Despite that slight deviation, I owe Chalmers Johnson a huge debt. By making me feel that my years of investigative work and research on U.S. foreign policy were worthwhile, he helped launch my career as an independent freelance journalist. He is also noteworthy for his courage and honesty as an intellectual who was able to question his earlier support for the Vietnam War (and his consulting work for the CIA) and forge a new way of looking at America and its past.
I salute Chal for his life and work, and often wonder what he would be saying about the new Cold War in Asia and the Pentagon’s preparations in Japan and along the Pacific Rim to fight a war of aggression to destroy China and “protect” Taiwan.
I know he would have some acerbic words that would raise hell at the Pentagon and every think tank in Washington.
Chalmers Johnson.

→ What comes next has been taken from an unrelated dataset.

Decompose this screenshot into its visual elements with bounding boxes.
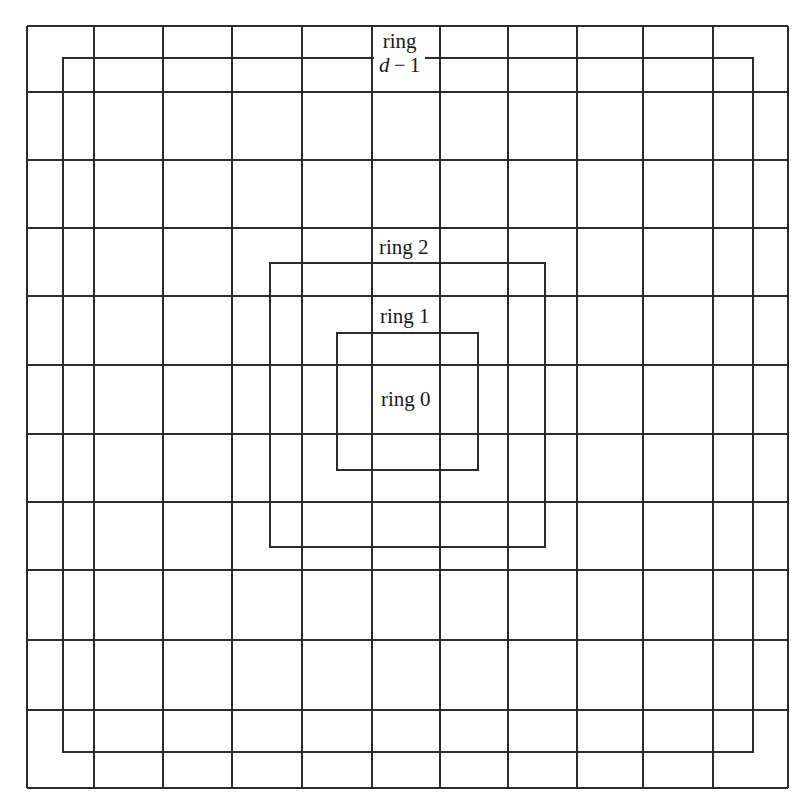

Presente!
I later learned that Nick Kristoff, then the Tokyo Bureau Chief of The New York Times, was talked out of running a story on my documents by the US Embassy, which explained to him and other reporters that what I had uncovered was “old news.” This from the same liberal who won a Pulitzer for his coverage of the Tienanmen Square student revolt in China.
Please tell us more about what you think Chalmers Johnson "would be saying about the new Cold War in Asia and the Pentagon’s preparations in Japan and along the Pacific Rim to fight a war of aggression to destroy China and “protect” Taiwan." When Johnson passed in 2010, Xi was not the paramount leader in China and "one nation two systems" was the operational paradigm for how China ruled Hong Kong (and would presumably rule the Taiwan after unification). China had recently become a member of the WTO and many commentators believed that greater trade and ties to world community would lead to gradual political liberation in China. That illusion ended with Xi's repression in Hong Kong and on the mainland in the decade since. I am very curious what you think Johnson would have made about these developments in the PRC and its sphere of influence and what he would think would be the appropriate response of the US and its East Asian allies? Am I mischaracterizing the increasing repression in China and Hong Kong under Xi's rule?